Cheaper drugs for inflammatory bowel disease

Switching patients with inflammatory bowel disease (IBD) from originator to biosimilar infliximab is not only safe and effective, but could also result in significant savings to both patients and the Pharmaceutical Benefits Scheme.

This is according to research published online by the Medical Journal of Australia.

Infliximab and other agents are clinically effective for a range of chronic disease indications, including moderate to severe IBD.

They are, however, expensive, accounting for as much as 64 per cent of IBD-related health care costs, write the authors, led by Dr Craig Haifer, a gastroenterologist at St Vincent’s Hospital Sydney and the University of Sydney.

“During 2015–16, expenditure for biologic medications in Australia was estimated to total at least $2.3 billion, and cost reduction strategies are needed to ensure the sustainability of biologic therapies for Australian patients,” Haifer and colleagues wrote.

“One approach to reducing pharmaceutical expenditure is using less expensive biosimilar medicines.”

The action of a biosimilar medication in vitro is very similar to that of the reference product, and there should be no clinically meaningful differences in potency, purity, or safety.

Haifer and colleagues conducted their research across seven Australian hospitals over 48 weeks, from May 2017 to October 2019.

Participants were adults (18 years or older) with IBD receiving maintenance originator infliximab, who had been in steroid-free clinical remission for at least 12 weeks.

The intervention group consisted of 204 patients in four hospitals who were switched from originator to biosimilar infliximab (CT-P13). The 141 participants in the other three hospitals continued to receive originator infliximab, and they were the control group.

“Ten in the control group (7%) and 16 patients switched to CT-P13 (8%) experienced clinical deterioration … [however] the adjusted risk difference [was] within our pre-specified non-inferiority margin of 15 percentage points,” they reported.

“Serious adverse events leading to infliximab discontinuation were infrequent in both the switch (6.3%) and control (6.4%) groups.”

The authors also found that their results had “significant health economic implications”.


§ **About this exercise**: Every entry below has to appear again in your reply, word for word, but no picture may.

§ **Figure record listings**:
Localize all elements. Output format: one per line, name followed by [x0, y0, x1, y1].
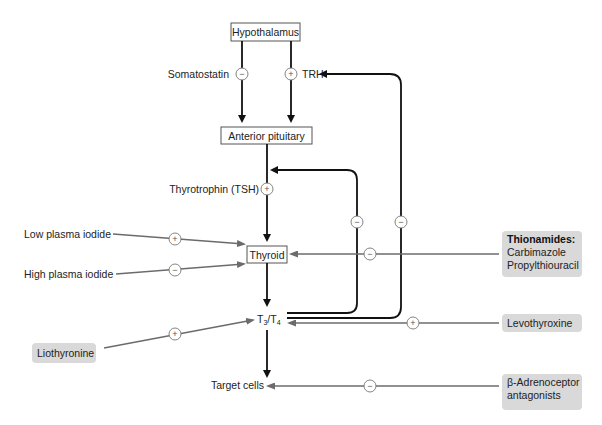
minus-sign-feedback-hypothalamus: −: [395, 216, 407, 228]
beta-blocker-drug-box: β-Adrenoceptor antagonists: [502, 374, 582, 410]
feedback-pituitary-arrow: [272, 170, 357, 313]
anterior-pituitary-label: Anterior pituitary: [228, 130, 305, 142]
plus-sign-tsh: +: [261, 183, 273, 195]
svg-text:β-Adrenoceptor: β-Adrenoceptor: [507, 376, 580, 388]
svg-text:antagonists: antagonists: [507, 389, 561, 401]
minus-sign-somatostatin: −: [236, 68, 248, 80]
svg-text:+: +: [288, 69, 293, 79]
svg-text:−: −: [367, 381, 372, 391]
liothyronine-drug-box: Liothyronine: [32, 343, 96, 363]
svg-text:Levothyroxine: Levothyroxine: [507, 317, 573, 329]
minus-sign-feedback-pituitary: −: [351, 216, 363, 228]
svg-text:+: +: [172, 234, 177, 244]
svg-text:+: +: [264, 184, 269, 194]
hypothalamus-node: Hypothalamus: [231, 23, 300, 41]
somatostatin-label: Somatostatin: [168, 68, 229, 80]
trh-label: TRH: [302, 68, 324, 80]
thionamides-drug-box: Thionamides: Carbimazole Propylthiouraci…: [502, 231, 582, 277]
anterior-pituitary-node: Anterior pituitary: [221, 127, 312, 144]
high-iodide-label: High plasma iodide: [24, 268, 113, 280]
svg-text:−: −: [172, 265, 177, 275]
svg-text:+: +: [172, 329, 177, 339]
svg-text:Propylthiouracil: Propylthiouracil: [507, 259, 579, 271]
plus-sign-liothyronine: +: [169, 328, 181, 340]
svg-text:−: −: [398, 217, 403, 227]
svg-text:Carbimazole: Carbimazole: [507, 246, 566, 258]
thyroid-node: Thyroid: [247, 246, 287, 263]
target-cells-label: Target cells: [211, 379, 264, 391]
svg-text:+: +: [410, 318, 415, 328]
plus-sign-trh: +: [285, 68, 297, 80]
svg-text:Thionamides:: Thionamides:: [507, 233, 575, 245]
levothyroxine-drug-box: Levothyroxine: [502, 314, 582, 332]
t3t4-label: T3/T4: [257, 313, 281, 326]
feedback-hypothalamus-arrow: [287, 74, 401, 318]
low-iodide-label: Low plasma iodide: [24, 228, 111, 240]
hypothalamus-label: Hypothalamus: [232, 26, 299, 38]
svg-text:−: −: [354, 217, 359, 227]
minus-sign-beta-blocker: −: [364, 380, 376, 392]
plus-sign-low-iodide: +: [169, 233, 181, 245]
minus-sign-thionamides: −: [364, 248, 376, 260]
svg-text:−: −: [367, 249, 372, 259]
svg-text:−: −: [239, 69, 244, 79]
tsh-label: Thyrotrophin (TSH): [169, 183, 259, 195]
plus-sign-levothyroxine: +: [407, 317, 419, 329]
minus-sign-high-iodide: −: [169, 264, 181, 276]
thyroid-label: Thyroid: [249, 249, 284, 261]
svg-text:Liothyronine: Liothyronine: [37, 347, 94, 359]
thyroid-regulation-diagram: Hypothalamus Somatostatin − + TRH Anteri…: [0, 0, 602, 425]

§ **The completed task**:
Localize all elements. Output format: one per line, name followed by [x0, y0, x1, y1].
minus-sign-feedback-hypothalamus: −: [395, 216, 407, 228]
beta-blocker-drug-box: β-Adrenoceptor antagonists: [502, 374, 582, 410]
feedback-pituitary-arrow: [272, 170, 357, 313]
anterior-pituitary-label: Anterior pituitary: [228, 130, 305, 142]
plus-sign-tsh: +: [261, 183, 273, 195]
svg-text:β-Adrenoceptor: β-Adrenoceptor: [507, 376, 580, 388]
svg-text:antagonists: antagonists: [507, 389, 561, 401]
minus-sign-somatostatin: −: [236, 68, 248, 80]
svg-text:+: +: [288, 69, 293, 79]
svg-text:−: −: [367, 381, 372, 391]
liothyronine-drug-box: Liothyronine: [32, 343, 96, 363]
svg-text:Levothyroxine: Levothyroxine: [507, 317, 573, 329]
minus-sign-feedback-pituitary: −: [351, 216, 363, 228]
svg-text:+: +: [172, 234, 177, 244]
svg-text:+: +: [264, 184, 269, 194]
hypothalamus-node: Hypothalamus: [231, 23, 300, 41]
somatostatin-label: Somatostatin: [168, 68, 229, 80]
trh-label: TRH: [302, 68, 324, 80]
thionamides-drug-box: Thionamides: Carbimazole Propylthiouraci…: [502, 231, 582, 277]
anterior-pituitary-node: Anterior pituitary: [221, 127, 312, 144]
high-iodide-label: High plasma iodide: [24, 268, 113, 280]
svg-text:−: −: [172, 265, 177, 275]
svg-text:+: +: [172, 329, 177, 339]
svg-text:Propylthiouracil: Propylthiouracil: [507, 259, 579, 271]
plus-sign-liothyronine: +: [169, 328, 181, 340]
svg-text:−: −: [398, 217, 403, 227]
svg-text:Carbimazole: Carbimazole: [507, 246, 566, 258]
thyroid-node: Thyroid: [247, 246, 287, 263]
target-cells-label: Target cells: [211, 379, 264, 391]
svg-text:+: +: [410, 318, 415, 328]
plus-sign-trh: +: [285, 68, 297, 80]
svg-text:Thionamides:: Thionamides:: [507, 233, 575, 245]
levothyroxine-drug-box: Levothyroxine: [502, 314, 582, 332]
t3t4-label: T3/T4: [257, 313, 281, 326]
feedback-hypothalamus-arrow: [287, 74, 401, 318]
low-iodide-label: Low plasma iodide: [24, 228, 111, 240]
hypothalamus-label: Hypothalamus: [232, 26, 299, 38]
svg-text:−: −: [354, 217, 359, 227]
minus-sign-beta-blocker: −: [364, 380, 376, 392]
plus-sign-low-iodide: +: [169, 233, 181, 245]
minus-sign-thionamides: −: [364, 248, 376, 260]
svg-text:−: −: [367, 249, 372, 259]
svg-text:−: −: [239, 69, 244, 79]
tsh-label: Thyrotrophin (TSH): [169, 183, 259, 195]
plus-sign-levothyroxine: +: [407, 317, 419, 329]
minus-sign-high-iodide: −: [169, 264, 181, 276]
thyroid-label: Thyroid: [249, 249, 284, 261]
svg-text:Liothyronine: Liothyronine: [37, 347, 94, 359]
thyroid-regulation-diagram: Hypothalamus Somatostatin − + TRH Anteri…: [0, 0, 602, 425]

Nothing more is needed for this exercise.